On October 24, 1969, MacGraw married film producer Robert Evans (d. October 26, 2019); their son, Josh Evans, is an actor, director, producer and screenwriter. They divorced in 1972 after she became involved with Steve McQueen on the set of The Getaway. She married McQueen on August 31, 1973, in Cheyenne, Wyoming, and divorced him in 1978.
MacGraw's autobiography, Moving Pictures, revealed her struggles with alcohol and sex addiction. She was treated for the former at the Betty Ford Center.
When former husband Evans received his star on the Hollywood Walk of Fame in 2002, she accompanied him.

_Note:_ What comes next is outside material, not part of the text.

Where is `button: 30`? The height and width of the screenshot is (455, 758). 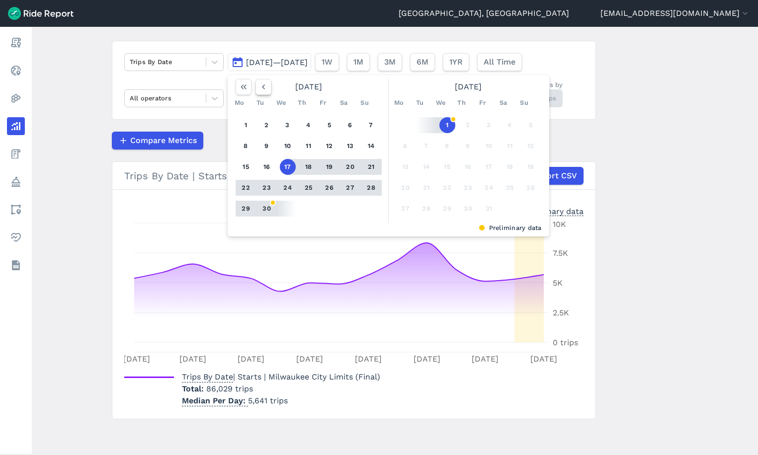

Their grandson Jackson was born in December 2010 to Josh and his wife, singer Roxy Saint.
Since 1994 she has lived in Tesuque, New Mexico, after "fleeing Malibu" when a house she was renting was destroyed by a fire.
Filmography
Films
Year | Title | Role | Notes |
---|---|---|---|
1968 | A Lovely Way to Die | Melody | |
1969 | Goodbye, Columbus | Brenda Patimkin | Golden Globe Award for Most Promising Newcomer - Female Nominated—BAFTA Award for Best Newcomer |
1970 | Love Story | Jennifer Cavalleri | David di Donatello for Best Foreign Actress Golden Globe Award for Best Actress – Motion Picture Drama Nominated—Academy Award for Best Actress |
1972 | The Getaway | Carol McCoy | |
1978 | Convoy | Melissa | |
1979 | Players | Nicole Boucher | |
1980 | Just Tell Me What You Want | Bones Burton | |
1985 | Murder Elite | Diane Baker | |
1994 | Natural Causes | Fran Jakes | |
1997 | Glam | Lynn Travers | |
1999 | Get Bruce | Herself |
Television
Year | Title | Role | Notes |
---|---|---|---|
1983 | The Winds of War | Natalie Jastrow | TV miniseries |
1983 | China Rose | Rose | |
1985 | Dynasty | Lady Ashley Mitchell | 14 episodes |
1992 | Survive the Savage Sea | Claire Carpenter | TV film |
1993 | Gunsmoke: The Long Ride | Uncle Jane Merkel | |
2002 | The Trail of the Painted Ponies | Narrator | |
2005 | Passion & Poetry: The Ballad of Sam Peckinpah | Herself | |
2007 | Do You Sleep in the Nude? | Herself | |
2009 | Split Estate | Herself |
Sources
- "Ali MacGraw's Definition of Love (Love Story Reunion Show)". The Oprah Winfrey Show. October 11, 2010.